Saturday, July 16, 1983

Pink and white


Robert drove over in the morning and then, while he, Andrew and Dad walked to Moxthorpe to watch a cricket match, I went into Easterby.

I didn’t have any enthusiasm for going into town, but I thought I’d hate myself even more if I didn’t make the effort, so at four I finally got up off my backside and got the bus. I went to a second-hand bookshop, took my trousers to a dry cleaners to be altered, and bought 2 books, a William Blake anthology and a critical book on the 'Romantic Imagination.'

Jeremy rang not long after I got back and asked if I wanted to go out for a drink. I met him and Lee at twenty to nine, forty minutes late (quite good for me), and we went straight to the Four Pigeons, mainly because we’d never been there before.

It stands painfully alone, surrounded by grey '60s concrete and glass. We sat out on the grass but retired inside when it got chilly. Lee was his usual distant self, maybe a bit more noticeably uneasy, but we talked and laughed until Jeremy told me that last year Lee read my diary and knows about my infatuation with Claire.

I shrank blushing—embarrassing! “I know, I’m a cunt,” said Lee, laughing cheerfully. They continued to tease me with booze-ridden affability (“she was yours to have” etc, - oh God, don’t say things like that!), but I was to have my revenge.


Because we'd had quite a bit to drink, things deteriorated accordingly. Jeremy threw my jacket onto the roof of a shop on the corner of Queensgate where it hung above our heads while we blundered hysterically around for twenty minutes, Jeremy swaying astride my shoulders before he fell face-down onto the pavement as Lee tried to climb up on top of him.

I eventually retrieved my jacket with a long stick we found on a nearby building site. For want of somewhere better to go, we descended on Jasper’s and sat downstairs in the “wine lounge,” the name they’ve given to what is nothing more than a huge meat-market. White and pink are evidently this year’s colours, and the now familiar legions of girls in said outfits sat in silence with crossed legs, waiting. . . .

Lee and Jeremy squeezed in alongside one such girl in white skirt, white jacket, with blonde blowsy hair, and while Lee struck up a conversation with her, Jeremy and I drifted around, to the bog, or back and forth to the bar. Before we knew it, Lee and the girl were snogging, burying themselves in the soft upholstery of their seat! With a disbelieving laugh Jeremy and I left him to it, marveling at the ease with which Nature has her way with even the most wayward of her sons, who was all scorn and condemnation one minute, all entwined arms the next.

We went and climbed up onto the roof of the row of shops on William Street opposite Jasper’s and cased them up then headed back to the club and interrupted Lee to tell him our taxi was due. He and the girl in white parted without a word.

We teased him mercilessly on the ride back and he took it all in stride, with eyes closed, a mischievous smile across his face. We got to Jeremy’s as it was approaching three.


Exercise prompt
Transcribe the data exactly. Leave nothing out.

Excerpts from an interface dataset
• • • • •
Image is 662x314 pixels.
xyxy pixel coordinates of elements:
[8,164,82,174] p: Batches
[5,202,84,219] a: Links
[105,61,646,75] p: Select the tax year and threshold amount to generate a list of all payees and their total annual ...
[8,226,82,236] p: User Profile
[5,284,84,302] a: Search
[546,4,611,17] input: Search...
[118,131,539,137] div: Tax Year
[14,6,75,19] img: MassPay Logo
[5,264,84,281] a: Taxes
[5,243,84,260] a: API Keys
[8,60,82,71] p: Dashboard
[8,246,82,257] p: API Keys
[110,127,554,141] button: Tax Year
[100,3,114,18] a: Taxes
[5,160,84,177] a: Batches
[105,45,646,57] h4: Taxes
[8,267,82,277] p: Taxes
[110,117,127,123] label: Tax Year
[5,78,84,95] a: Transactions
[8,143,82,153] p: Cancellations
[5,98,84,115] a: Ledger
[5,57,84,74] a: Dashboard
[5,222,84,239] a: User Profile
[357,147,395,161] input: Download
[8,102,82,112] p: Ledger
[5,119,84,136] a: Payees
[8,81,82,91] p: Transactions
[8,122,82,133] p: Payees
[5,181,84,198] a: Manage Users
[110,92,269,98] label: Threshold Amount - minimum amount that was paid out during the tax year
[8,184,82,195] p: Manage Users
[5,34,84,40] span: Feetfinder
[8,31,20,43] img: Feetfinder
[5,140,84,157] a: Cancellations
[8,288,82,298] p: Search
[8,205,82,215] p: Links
• • • • •
Answer space
Image is 662x314 pixels.
xyxy pixel coordinates of elements:
[8,164,82,174] p: Batches
[5,202,84,219] a: Links
[105,61,646,75] p: Select the tax year and threshold amount to generate a list of all payees and their total annual ...
[8,226,82,236] p: User Profile
[5,284,84,302] a: Search
[546,4,611,17] input: Search...
[118,131,539,137] div: Tax Year
[14,6,75,19] img: MassPay Logo
[5,264,84,281] a: Taxes
[5,243,84,260] a: API Keys
[8,60,82,71] p: Dashboard
[8,246,82,257] p: API Keys
[110,127,554,141] button: Tax Year
[100,3,114,18] a: Taxes
[5,160,84,177] a: Batches
[105,45,646,57] h4: Taxes
[8,267,82,277] p: Taxes
[110,117,127,123] label: Tax Year
[5,78,84,95] a: Transactions
[8,143,82,153] p: Cancellations
[5,98,84,115] a: Ledger
[5,57,84,74] a: Dashboard
[5,222,84,239] a: User Profile
[357,147,395,161] input: Download
[8,102,82,112] p: Ledger
[5,119,84,136] a: Payees
[8,81,82,91] p: Transactions
[8,122,82,133] p: Payees
[5,181,84,198] a: Manage Users
[110,92,269,98] label: Threshold Amount - minimum amount that was paid out during the tax year
[8,184,82,195] p: Manage Users
[5,34,84,40] span: Feetfinder
[8,31,20,43] img: Feetfinder
[5,140,84,157] a: Cancellations
[8,288,82,298] p: Search
[8,205,82,215] p: Links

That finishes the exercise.